How Relying on AI Like ChatGPT Is Making Writers Worse, According to New Research
Frequent use of AI writing tools can dull creativity and brain engagement, leading to less original work. Writing without AI boosts satisfaction and ownership over your words.

AI Writing Tools May Be Making You a Worse Writer, Science Warns
If you’ve noticed that relying on AI writing assistants like ChatGPT seems to dull your writing skills, you’re not imagining it. A recent study from MIT and Wellesley reveals that frequent use of large language models (LLMs) can impair your brain’s engagement and creativity when writing essays—and the effects stick around even when you try to write without AI help.
How the Study Was Conducted
The experiment involved 54 students divided into three groups. One group wrote SAT-style essays using an LLM, another used Google Search, and the last relied solely on their own brains. Each participant completed three timed writing sessions using their assigned method, while researchers tracked their brain activity using EEG helmets and recorded writing time. Essays were evaluated by both humans and AI tools for quality and originality.
In a final, optional session, some students switched tools: those who used LLMs had to write without them, and vice versa. This helped measure how prior tool use affected brain engagement and writing quality.
Key Findings That Writers Should Consider
- Brain engagement is highest without tech assistance. Writers who relied solely on their own minds showed stronger internal attention and semantic processing during creative writing.
- Essays from brain-only writers were the most unique. Their work featured richer vocabulary and more original expression compared to LLM or Google users.
- Ownership over writing declined with AI use. Nearly 90% of LLM users struggled to quote themselves from their essays, compared to just 10% of brain-only writers.
- AI users focused on copying and pasting rather than original thought. Most LLM participants reused generated content instead of editing or adding personal insights.
- Writers using only their brains reported higher satisfaction. They cared more about what they wrote and why, not just how.
Why This Matters to Writers
The study highlights a cognitive trade-off: while AI tools can boost efficiency—LLM users were about 60% more productive—they also reduce deep cognitive engagement. This leads to weaker memory traces, less self-monitoring, and a fragmented sense of authorship.
Relying heavily on AI tools risks producing writing that feels less authentic and meaningful. You might finish faster, but you lose ownership and fail to internalize the knowledge or creative process behind your words.
The Bigger Picture: The “Google Effect” and Beyond
This isn’t just about LLMs. The study connects these effects to the broader “Google Effect,” where easy access to information discourages memorization and deep learning. LLMs intensify this by steering users towards the most probable answers, narrowing exposure to diverse ideas.
Because LLMs predict the next likely word, they tend to create echo chambers rather than broadening perspectives. Their conversational style can trap users in a feedback loop of narrowing information.
Switching from Brain to AI and Back
Interestingly, students who started writing without AI and then used LLMs showed more neural activity and produced more complex essays than those who began with AI. This suggests that building solid writing skills without AI first results in better outcomes, even when integrating technology later.
What Writers Should Take Away
- Use AI tools wisely and sparingly. They can boost productivity, but overreliance may dull your creativity and critical thinking.
- Practice writing without assistance to strengthen your brain’s engagement and ownership of your work.
- Be aware that faster results might come at the expense of deeper understanding and originality.
- Focus on the process, not just the product. The effort you put into writing builds skills that no AI can replace.
For writers looking to sharpen their skills while incorporating AI thoughtfully, consider training resources that help balance tech use with critical thinking. You can explore AI courses tailored for writers to learn how to use these tools effectively without sacrificing your craft.
At the end of the day, writing is a mental workout. The benefits come from challenging your brain, not outsourcing the work. AI can be a tool—but it should never replace the hard, rewarding process of thinking and creating on your own.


### WHAT TO WORK ON
Exactly what is written in the records below should be returned, minus the images.

*** DATA TO EXAMINE ***

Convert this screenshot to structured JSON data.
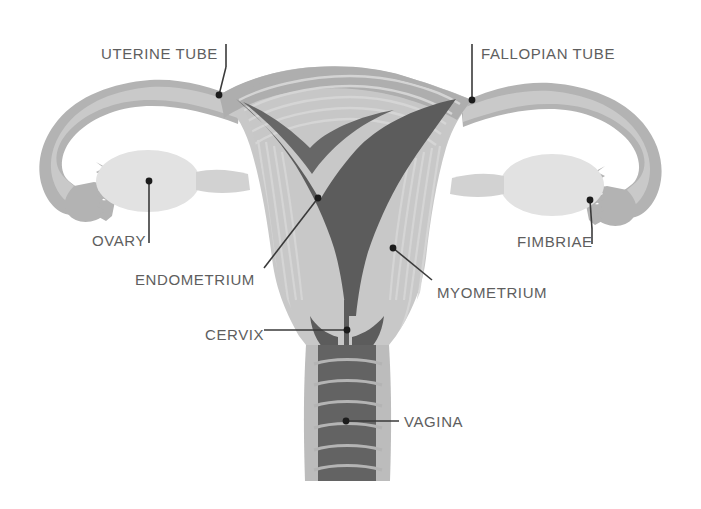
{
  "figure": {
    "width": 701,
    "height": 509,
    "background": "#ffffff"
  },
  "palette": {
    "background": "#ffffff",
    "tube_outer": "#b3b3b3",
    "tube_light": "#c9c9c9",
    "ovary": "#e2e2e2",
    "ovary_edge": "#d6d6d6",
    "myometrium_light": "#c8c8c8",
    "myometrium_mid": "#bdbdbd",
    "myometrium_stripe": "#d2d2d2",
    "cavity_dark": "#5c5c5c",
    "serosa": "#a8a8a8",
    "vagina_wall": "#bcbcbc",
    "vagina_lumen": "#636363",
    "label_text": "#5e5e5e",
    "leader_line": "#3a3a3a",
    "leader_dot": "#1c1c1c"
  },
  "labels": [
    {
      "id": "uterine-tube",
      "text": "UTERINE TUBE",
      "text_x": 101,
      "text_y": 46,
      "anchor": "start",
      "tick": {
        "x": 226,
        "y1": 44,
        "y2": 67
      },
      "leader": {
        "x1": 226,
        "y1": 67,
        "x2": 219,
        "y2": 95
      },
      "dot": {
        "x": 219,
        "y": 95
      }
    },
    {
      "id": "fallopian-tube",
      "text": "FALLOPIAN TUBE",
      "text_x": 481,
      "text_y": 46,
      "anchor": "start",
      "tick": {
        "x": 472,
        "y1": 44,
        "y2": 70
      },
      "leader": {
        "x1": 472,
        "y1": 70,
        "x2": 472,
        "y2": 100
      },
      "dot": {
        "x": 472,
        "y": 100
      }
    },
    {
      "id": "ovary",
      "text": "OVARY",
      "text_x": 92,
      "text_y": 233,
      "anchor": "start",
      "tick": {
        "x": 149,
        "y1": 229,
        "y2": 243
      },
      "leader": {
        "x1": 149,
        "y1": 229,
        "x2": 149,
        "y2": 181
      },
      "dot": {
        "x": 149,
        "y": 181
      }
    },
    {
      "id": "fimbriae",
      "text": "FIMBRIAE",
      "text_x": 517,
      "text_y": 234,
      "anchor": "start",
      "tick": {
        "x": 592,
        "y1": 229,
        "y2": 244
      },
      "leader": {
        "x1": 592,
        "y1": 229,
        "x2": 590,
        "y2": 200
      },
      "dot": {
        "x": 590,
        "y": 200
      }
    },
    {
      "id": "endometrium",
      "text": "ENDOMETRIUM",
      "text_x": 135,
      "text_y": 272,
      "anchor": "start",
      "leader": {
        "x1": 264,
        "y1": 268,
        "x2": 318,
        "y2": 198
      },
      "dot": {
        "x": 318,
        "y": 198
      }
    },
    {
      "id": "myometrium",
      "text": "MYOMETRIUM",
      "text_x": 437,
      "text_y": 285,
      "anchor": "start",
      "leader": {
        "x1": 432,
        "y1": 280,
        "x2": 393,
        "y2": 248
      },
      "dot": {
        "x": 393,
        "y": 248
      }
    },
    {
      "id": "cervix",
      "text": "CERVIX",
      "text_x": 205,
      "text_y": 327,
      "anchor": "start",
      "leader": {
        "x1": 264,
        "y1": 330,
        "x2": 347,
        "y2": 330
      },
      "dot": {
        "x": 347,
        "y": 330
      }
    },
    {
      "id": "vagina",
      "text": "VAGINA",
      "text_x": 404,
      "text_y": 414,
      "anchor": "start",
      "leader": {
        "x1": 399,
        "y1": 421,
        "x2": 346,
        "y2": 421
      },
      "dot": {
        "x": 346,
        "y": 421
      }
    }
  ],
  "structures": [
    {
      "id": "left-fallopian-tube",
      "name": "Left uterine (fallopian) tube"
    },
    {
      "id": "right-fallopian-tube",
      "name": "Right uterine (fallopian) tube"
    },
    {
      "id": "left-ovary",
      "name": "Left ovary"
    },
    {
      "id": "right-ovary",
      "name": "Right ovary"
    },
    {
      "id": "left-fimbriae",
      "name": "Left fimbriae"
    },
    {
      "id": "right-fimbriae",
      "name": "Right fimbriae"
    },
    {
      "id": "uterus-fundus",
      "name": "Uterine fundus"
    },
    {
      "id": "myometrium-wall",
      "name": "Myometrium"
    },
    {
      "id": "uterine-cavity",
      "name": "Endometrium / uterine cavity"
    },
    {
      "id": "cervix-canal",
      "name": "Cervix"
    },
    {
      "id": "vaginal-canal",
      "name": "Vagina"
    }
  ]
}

***

### RESPONSE AREA
Convert this screenshot to structured JSON data.
{
  "figure": {
    "width": 701,
    "height": 509,
    "background": "#ffffff"
  },
  "palette": {
    "background": "#ffffff",
    "tube_outer": "#b3b3b3",
    "tube_light": "#c9c9c9",
    "ovary": "#e2e2e2",
    "ovary_edge": "#d6d6d6",
    "myometrium_light": "#c8c8c8",
    "myometrium_mid": "#bdbdbd",
    "myometrium_stripe": "#d2d2d2",
    "cavity_dark": "#5c5c5c",
    "serosa": "#a8a8a8",
    "vagina_wall": "#bcbcbc",
    "vagina_lumen": "#636363",
    "label_text": "#5e5e5e",
    "leader_line": "#3a3a3a",
    "leader_dot": "#1c1c1c"
  },
  "labels": [
    {
      "id": "uterine-tube",
      "text": "UTERINE TUBE",
      "text_x": 101,
      "text_y": 46,
      "anchor": "start",
      "tick": {
        "x": 226,
        "y1": 44,
        "y2": 67
      },
      "leader": {
        "x1": 226,
        "y1": 67,
        "x2": 219,
        "y2": 95
      },
      "dot": {
        "x": 219,
        "y": 95
      }
    },
    {
      "id": "fallopian-tube",
      "text": "FALLOPIAN TUBE",
      "text_x": 481,
      "text_y": 46,
      "anchor": "start",
      "tick": {
        "x": 472,
        "y1": 44,
        "y2": 70
      },
      "leader": {
        "x1": 472,
        "y1": 70,
        "x2": 472,
        "y2": 100
      },
      "dot": {
        "x": 472,
        "y": 100
      }
    },
    {
      "id": "ovary",
      "text": "OVARY",
      "text_x": 92,
      "text_y": 233,
      "anchor": "start",
      "tick": {
        "x": 149,
        "y1": 229,
        "y2": 243
      },
      "leader": {
        "x1": 149,
        "y1": 229,
        "x2": 149,
        "y2": 181
      },
      "dot": {
        "x": 149,
        "y": 181
      }
    },
    {
      "id": "fimbriae",
      "text": "FIMBRIAE",
      "text_x": 517,
      "text_y": 234,
      "anchor": "start",
      "tick": {
        "x": 592,
        "y1": 229,
        "y2": 244
      },
      "leader": {
        "x1": 592,
        "y1": 229,
        "x2": 590,
        "y2": 200
      },
      "dot": {
        "x": 590,
        "y": 200
      }
    },
    {
      "id": "endometrium",
      "text": "ENDOMETRIUM",
      "text_x": 135,
      "text_y": 272,
      "anchor": "start",
      "leader": {
        "x1": 264,
        "y1": 268,
        "x2": 318,
        "y2": 198
      },
      "dot": {
        "x": 318,
        "y": 198
      }
    },
    {
      "id": "myometrium",
      "text": "MYOMETRIUM",
      "text_x": 437,
      "text_y": 285,
      "anchor": "start",
      "leader": {
        "x1": 432,
        "y1": 280,
        "x2": 393,
        "y2": 248
      },
      "dot": {
        "x": 393,
        "y": 248
      }
    },
    {
      "id": "cervix",
      "text": "CERVIX",
      "text_x": 205,
      "text_y": 327,
      "anchor": "start",
      "leader": {
        "x1": 264,
        "y1": 330,
        "x2": 347,
        "y2": 330
      },
      "dot": {
        "x": 347,
        "y": 330
      }
    },
    {
      "id": "vagina",
      "text": "VAGINA",
      "text_x": 404,
      "text_y": 414,
      "anchor": "start",
      "leader": {
        "x1": 399,
        "y1": 421,
        "x2": 346,
        "y2": 421
      },
      "dot": {
        "x": 346,
        "y": 421
      }
    }
  ],
  "structures": [
    {
      "id": "left-fallopian-tube",
      "name": "Left uterine (fallopian) tube"
    },
    {
      "id": "right-fallopian-tube",
      "name": "Right uterine (fallopian) tube"
    },
    {
      "id": "left-ovary",
      "name": "Left ovary"
    },
    {
      "id": "right-ovary",
      "name": "Right ovary"
    },
    {
      "id": "left-fimbriae",
      "name": "Left fimbriae"
    },
    {
      "id": "right-fimbriae",
      "name": "Right fimbriae"
    },
    {
      "id": "uterus-fundus",
      "name": "Uterine fundus"
    },
    {
      "id": "myometrium-wall",
      "name": "Myometrium"
    },
    {
      "id": "uterine-cavity",
      "name": "Endometrium / uterine cavity"
    },
    {
      "id": "cervix-canal",
      "name": "Cervix"
    },
    {
      "id": "vaginal-canal",
      "name": "Vagina"
    }
  ]
}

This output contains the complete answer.